Practical Completion
Practical completion (PC) is the point at which the works are substantially complete — the building is fit for occupation, even if minor items remain outstanding. PC triggers several key contract events:
- —Half the retention is released to the contractor
- —The defects liability period begins
- —Risk in the works passes from contractor to client (though the contractor remains responsible for defects)
- —The liquidated damages clock stops
The snagging list: At practical completion, the contract administrator should issue a snagging list — a schedule of minor defects and outstanding items that the contractor must remedy during the defects liability period. The list should be as complete as possible at the PC date; items discovered later can still be instructed as defects, but the list establishes the baseline.
Partial possession: Where the client occupies part of the building before the whole is complete (e.g., moving into the principal floors while ground floor works continue), partial possession provisions in the JCT contract allow the client to take partial possession of specific sections, triggering partial retention release and partial defects liability commencement for those sections.
Insurance
JCT contracts require both parties to maintain specified insurance throughout the works:
Contractor's All Risk (CAR) insurance (Works insurance): Insurance for the contract works themselves — damage by fire, flood, theft, and other specified perils. For a renovation of an existing building (as opposed to a new build), the contract should specify whether the employer (client) or the contractor insures the existing structure. Typically: JCT Option C provides that the employer maintains the existing structure insurance and the contractor insures the new works. Confirm the existing building insurance policy covers the renovation works (some policies have exclusion clauses for building works); if not, a joint names policy or a separate works policy may be required.
Public liability insurance: The contractor must maintain a minimum level of public liability insurance (typically £5,000,000 per occurrence for a prime London residential renovation) covering third party injury or property damage.
Professional indemnity: Where the contractor is also providing design services (design and build elements), PI insurance may be required.
What to Negotiate Before Signing
Tender documents: The more complete the tender documents (drawings, specification, schedules of work), the tighter the contract sum and the fewer the variations. A contract signed on the basis of outline drawings and a brief specification will generate a high-variation, high-risk project.
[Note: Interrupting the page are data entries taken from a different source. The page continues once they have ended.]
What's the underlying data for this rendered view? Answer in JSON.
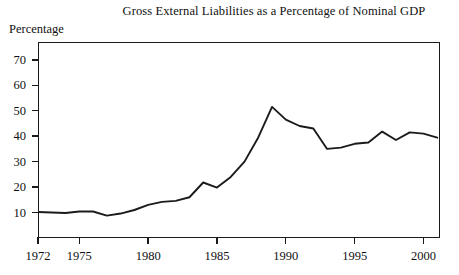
{
  "chart_data": {
    "type": "line",
    "title": "Gross External Liabilities as a Percentage of Nominal GDP",
    "ylabel": "Percentage",
    "xlabel": "",
    "grid": false,
    "legend": "none",
    "xlim": [
      1972,
      2001.2
    ],
    "ylim": [
      0,
      77
    ],
    "yticks": [
      10,
      20,
      30,
      40,
      50,
      60,
      70
    ],
    "ytick_labels": [
      "10",
      "20",
      "30",
      "40",
      "50",
      "60",
      "70"
    ],
    "xticks": [
      1972,
      1975,
      1980,
      1985,
      1990,
      1995,
      2000
    ],
    "xtick_labels": [
      "1972",
      "1975",
      "1980",
      "1985",
      "1990",
      "1995",
      "2000"
    ],
    "line_color": "#1b1b1b",
    "x": [
      1972,
      1973,
      1974,
      1975,
      1976,
      1977,
      1978,
      1979,
      1980,
      1981,
      1982,
      1983,
      1984,
      1985,
      1986,
      1987,
      1988,
      1989,
      1990,
      1991,
      1992,
      1993,
      1994,
      1995,
      1996,
      1997,
      1998,
      1999,
      2000,
      2001
    ],
    "values": [
      10.2,
      10.0,
      9.8,
      10.4,
      10.4,
      8.8,
      9.6,
      11.0,
      13.0,
      14.2,
      14.6,
      16.0,
      21.8,
      19.8,
      24.0,
      30.0,
      39.5,
      51.5,
      46.5,
      44.0,
      43.0,
      35.0,
      35.5,
      37.0,
      37.5,
      41.8,
      38.5,
      41.5,
      41.0,
      39.4
    ],
    "series": [
      {
        "name": "Gross External Liabilities (% of Nominal GDP)",
        "values": [
          10.2,
          10.0,
          9.8,
          10.4,
          10.4,
          8.8,
          9.6,
          11.0,
          13.0,
          14.2,
          14.6,
          16.0,
          21.8,
          19.8,
          24.0,
          30.0,
          39.5,
          51.5,
          46.5,
          44.0,
          43.0,
          35.0,
          35.5,
          37.0,
          37.5,
          41.8,
          38.5,
          41.5,
          41.0,
          39.4
        ]
      }
    ],
    "peak": {
      "year": 1989,
      "value": 51.5
    },
    "trough": {
      "year": 1977,
      "value": 8.8
    }
  }
}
Collateral warranties: Where specialist subcontractors are involved (structural engineer, specialist joinery workshop, M&E contractor), require collateral warranties — direct contractual relationships between the client and the subcontractor — so that the client can pursue the subcontractor directly if the main contractor becomes insolvent.
Retention bond: As an alternative to cash retention, a retention bond (a guarantee from the contractor's bank or insurer) provides the client with the same security without requiring the contractor to fund the retention from cash flow. Increasingly common in prime London renovation contracts.
Programme: The contract programme (attached to or referenced in the contract) establishes the basis for EOT claims and LD calculations. A detailed programme with key milestone dates (structure complete, first fix complete, plastering complete, second fix complete, decoration complete) gives both parties clarity and makes the administration of EOTs and LDs more straightforward.